New Directions in the Study of the Arab World
The Humanities Research Fellowship for the Study of the Arab World is pleased to announce the second Annual Graduate Student Research Workshop under the theme of “New Directions in the Study of the Arab World”. The workshop includes twelve doctoral students from a variety of disciplines and a range of institutions paired with NYUAD faculty who will serve as discussants for each session.
The event will take place March 6-8, 2023 at the NYUAD campus and is convened by Erin Pettigrew and Nathalie Peutz (NYUAD).
We look forward to welcoming the following graduate students and their projects to NYUAD:
Ahmed Abdelazim (University Wisconsin-Madison), In the Quest for a National Style: Islam and the State from 1967 to 1981
Alyaa Aljasmi (Sharjah University), The Effectiveness of Treatment Programs Provided for Drug Addicts and Psychotropic Substances in a Treatment and Rehabilitation Center in Dubai
Myriam Amri (Harvard University), To Turn A Currency Around: Central Bankers, Border Traffickers, and the Struggle for National Money in Tunisia
Melissa Camp (University North Carolina Chapel Hill), Sounding the Nahda: Musical Modernity in the Post Imperial Ottoman Empire
Brent Eng (University of California, Berkeley), The Bread of Mourning: Violence, Memory, and Touch Amongst Syrian Refugees in Tripoli, Lebanon
Irina Giorgadze (Tbilisi University), The Artistic World of the Syrian Short Story Writer Zakaria Tamer
Tanvi Kapoor (New York University), The Test of Waiting: Patience, Piety, and Power in Zanzibar (1920-Present)
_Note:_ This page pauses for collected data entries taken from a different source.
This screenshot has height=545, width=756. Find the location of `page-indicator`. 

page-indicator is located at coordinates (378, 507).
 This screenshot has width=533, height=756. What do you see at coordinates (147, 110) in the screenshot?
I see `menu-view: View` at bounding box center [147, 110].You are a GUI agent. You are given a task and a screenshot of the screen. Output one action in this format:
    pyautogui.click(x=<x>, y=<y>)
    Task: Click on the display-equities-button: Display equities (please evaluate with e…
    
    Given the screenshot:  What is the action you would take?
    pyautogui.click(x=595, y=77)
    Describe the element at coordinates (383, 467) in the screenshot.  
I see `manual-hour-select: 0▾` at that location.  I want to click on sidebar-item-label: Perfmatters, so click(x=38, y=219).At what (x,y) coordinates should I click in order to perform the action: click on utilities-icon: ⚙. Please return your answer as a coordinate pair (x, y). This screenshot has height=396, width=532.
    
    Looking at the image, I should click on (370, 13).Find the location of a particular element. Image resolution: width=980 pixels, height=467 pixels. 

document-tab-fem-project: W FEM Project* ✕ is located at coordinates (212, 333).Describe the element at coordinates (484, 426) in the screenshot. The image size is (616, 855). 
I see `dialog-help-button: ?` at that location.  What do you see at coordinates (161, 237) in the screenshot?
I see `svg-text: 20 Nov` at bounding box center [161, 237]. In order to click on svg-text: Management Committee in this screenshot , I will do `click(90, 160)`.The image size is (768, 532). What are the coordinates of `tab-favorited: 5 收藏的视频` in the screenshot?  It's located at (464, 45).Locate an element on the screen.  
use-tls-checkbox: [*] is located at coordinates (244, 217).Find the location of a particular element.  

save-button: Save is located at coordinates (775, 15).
Lama Karame (Oxford University), The Social and Legal Conceptualization of Childhood in Lebanon
Chaeri Lee (Indiana University), Āthār: Visualizing Vestiges of Time in Late Nineteenth-Century Iran
Mary Michael (University of California Santa Barbara), Media that Matters: Histories of Data Materialization in the Arabian Peninsula
Muhammad Ashraf Thachara Padikkal (Humboldt University/Groningen U.), Channeling Piety and Progress: Migration, Organised Religion, and the South Indian Migrant Islamic Groups in the Arabian Gulf (tentative)
Yasmine Shafei (American University Beirut), The British Governance of Mental Health in Egypt, 1882-1952
In addition, there will be a lunch workshop on How to Pitch a Journal Article with Joel Gordon (editor of IJMES, Professor at the University of Arkansas) on Monday, March 6 at 12-1:45pm. Joel will also be available for individual consultations with faculty and research fellows focused on publishing in an academic journal (when to submit, how to - and how not to - craft that first spin-off from a dissertation, etc.) on March 6-7.
The event is hosted by the Humanities Research Fellowship for the Study of the Arab World in collaboration with the Division of Arts and Humanities. Open to NYUAD only.